Perfect Night Live In London (Reprise 9362-46917-2)

I don't know what your idea is of a perfect night in London, but mine certainly doesn't involve an hour or two in the company of the only man fit to challenge Van Morrison for the title of rock's "Grumpiest Old Cuss".

Recorded at last year's Meltdown Festival at London's South Bank (organised by Reed's partner Laurie Anderson), Perfect Night Live In London oddly lacks the kind of dynamism you expect from live rock shows, due to Reed's infatuation with a new acoustic guitar, and his decision to let it dominate the show's sound.

Accordingly, his band provides the most delicate of accompaniment - virtuoso jazzer Fernando Saunders is allowed to offer only the ghostliest traces of fretless bass, Mike Rathke threading only the most occasional and undemonstrative of lead guitar lines through a few songs. The whole sound is built on restraint, which allows - or requires - the songs' lyrical bite to provide the outstanding features, which is not always the most entertaining option. Later songs, such as "Sex With Your Parents" and "Dirty Boulevard", work well in this style, as modern extensions of the classic talking blues style, but earlier material such as "Vicious" and "Perfect Day" itself seems slightly anaemic, denuded of its former presence.

TORI AMOS

From The Choirgirl Hotel

(Eastwest 7567-83095-2)

This is the latest installment from Tori Amos's diary of pain and was prompted by her miscarriage. Or so the press release claims, since the lyrics contain fewer references to babies than a Pulp song about a wardrobe; for the most part, the songs seem to be random compilations of phrases too loosely edited together to sustain interest in their deciphering. The most direct lyric is probably "Jackie's Strength", where the image of Jackie Kennedy is used as a beacon of female integrity, bolstering a teenage girl's first fumbling, anorexic attempts at sexual attraction. "If you love enough, you'll lie a lot/Guess they did in Camelot," reckons Tori in the album's sharpest lines. Unfortunately, they prove to be the exception rather than the rule in terms of clarity, most of the album being awash with impervious images such as "Black dove, you're not a helicopter/You're not a cop out either," which cops out comprehensively when it comes to meaning.

VARIOUS ARTISTS

FunKungFusion

(Ninja Tune ZEN CD 33)

A two-disc compilation from Coldcut's Ninja Tune imprint for those lacking either the time or the inclination to follow the constant flux of dance modes, FunKungFusion is the most satisfying and diverse collection of its kind since Headz 2, Mo' Wax's 1996 package. Recognising no strict stylistic boundaries, welcoming drum 'n' bass, big beat and trip-hop, it even allows on Vibert's "Slipped Disc" the return of the "Funky Drummer" riff, reckoned uncool for the last four or five years.

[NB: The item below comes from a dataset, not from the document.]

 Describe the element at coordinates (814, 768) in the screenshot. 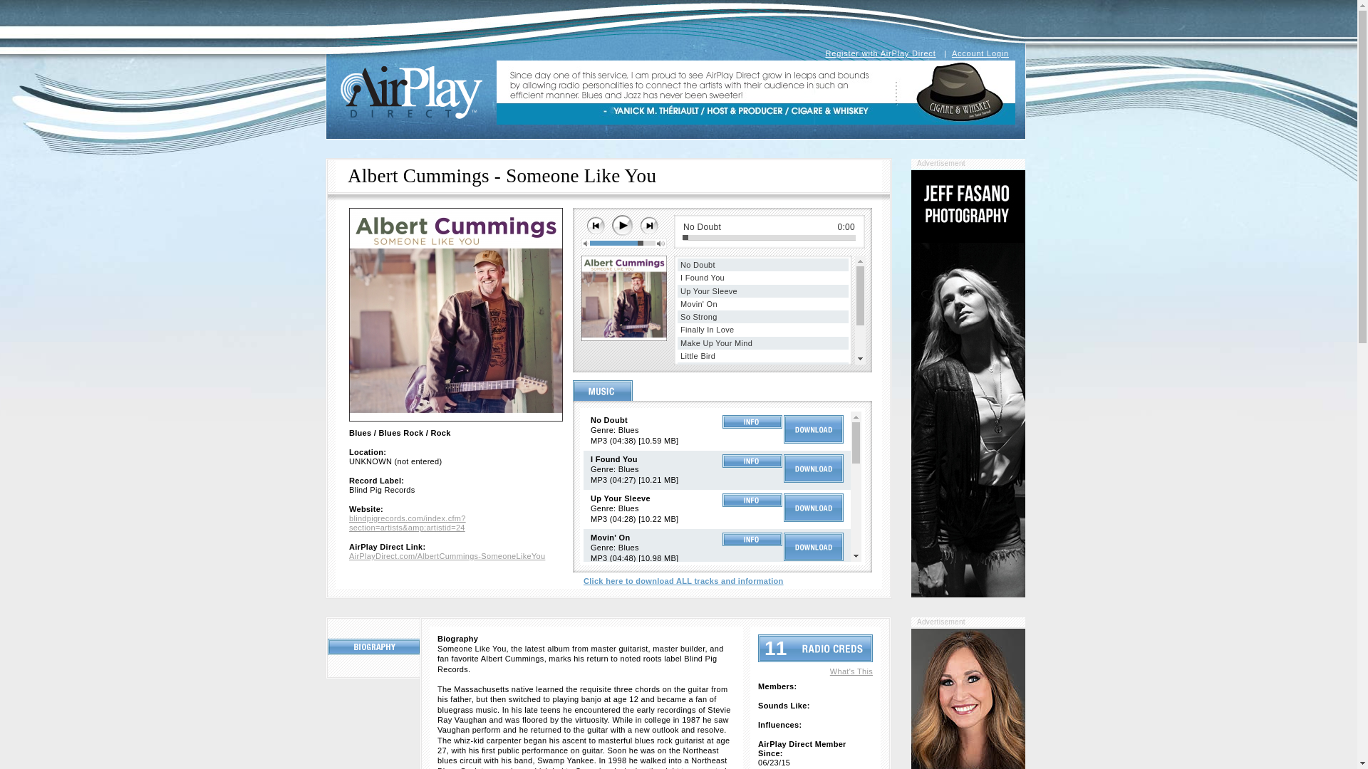

I see `Download` at that location.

It's a parade of eclectic oddity, from Mr Scruff's surreal sonic opera "Fish", stitched together from TV and other sources, to Cabbageboy's Zappa- esque progressions, by way of Ryuichi Sakamoto's fat, propulsive "Anger" and Coldcut's virtuoso live scratched beat collage "More Beats And Pieces". Most impressive of all are Funky Porcini's "River Of Smack", a slow uncoiling of Lethe's bonds, and Amon Tobin's "Melody Infringement", a delightfully sleazy blend of cool jazz horn and movie-soundtrack strings. Highly recommended.

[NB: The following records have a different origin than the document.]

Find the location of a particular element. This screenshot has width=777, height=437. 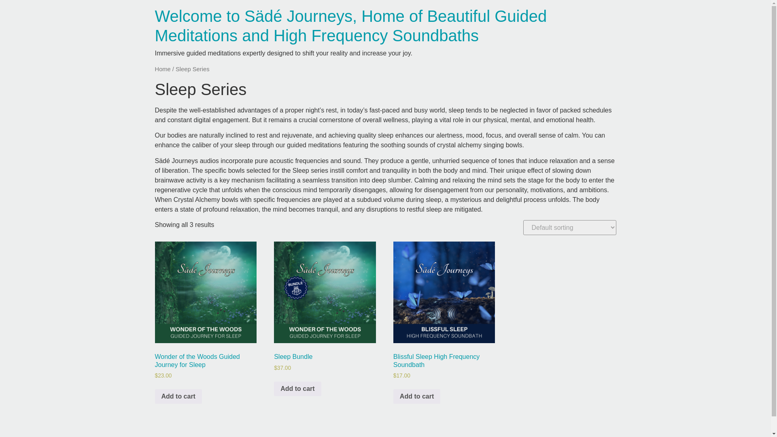

Add to cart is located at coordinates (178, 397).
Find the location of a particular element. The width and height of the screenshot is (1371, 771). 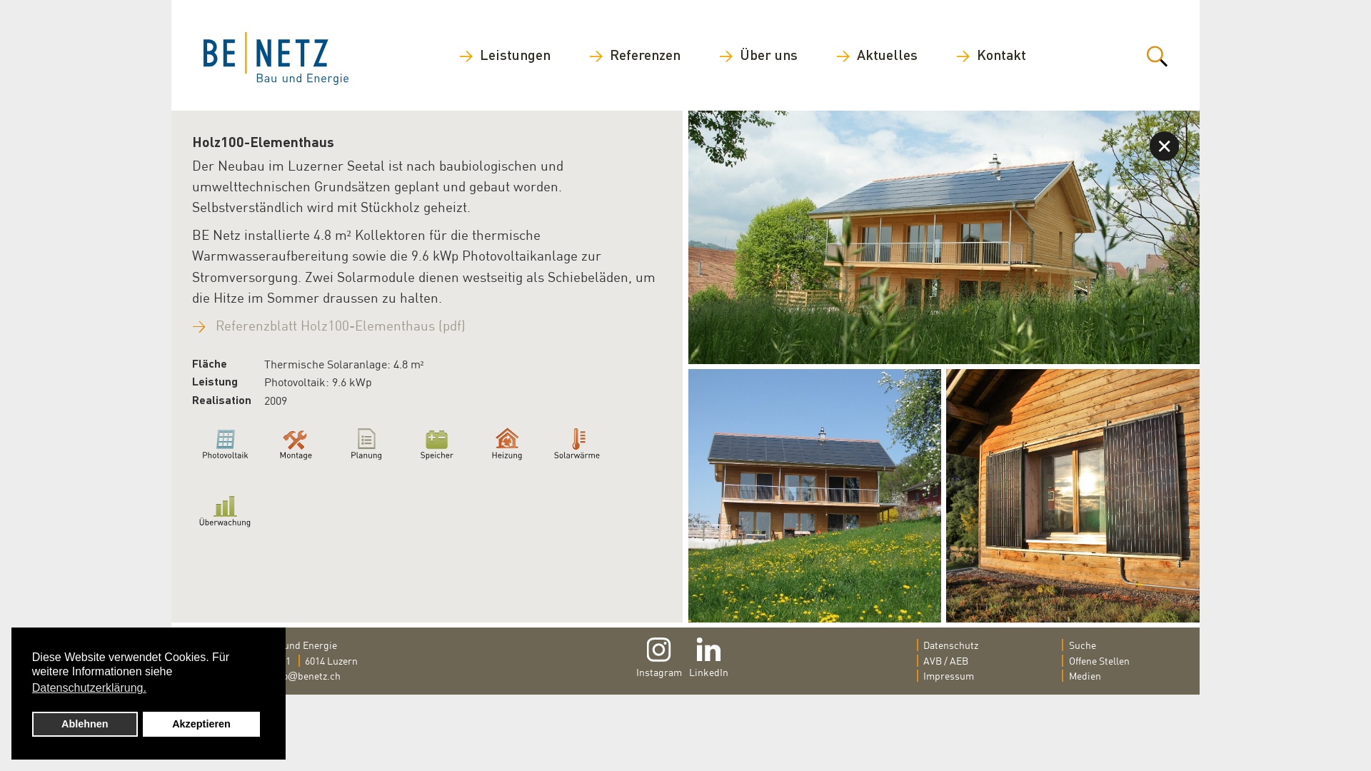

Kontakt is located at coordinates (991, 54).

FRANK BLACK AND THE CATHOLICS

Frank Black and the Catholics

(Bias 370 CD)

It's not difficult to see why Frank Black's British, American and European labels all passed on this latest album from the former Pixie and "Grunge Godfather".

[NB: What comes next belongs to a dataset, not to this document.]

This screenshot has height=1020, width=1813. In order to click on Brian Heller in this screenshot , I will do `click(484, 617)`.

Recorded live as a stereo demo, it's a duller extension of the bland riff-rock of 1996's The Cult Of Ray, which was some way duller than his previous solo albums, which were ... well, you guess the rest.

The songs are less concerned with sci-fi nonsense than usual, being roughly equal parts autobiography and religion. Mostly, these are songs of heaven and belief and saints and prayer, rendered with scant melodious appeal, as if the proximity of religion had driven out the last few traces of pleasure, leaving behind a dusty husk of dutiful, unhedonistic riffing.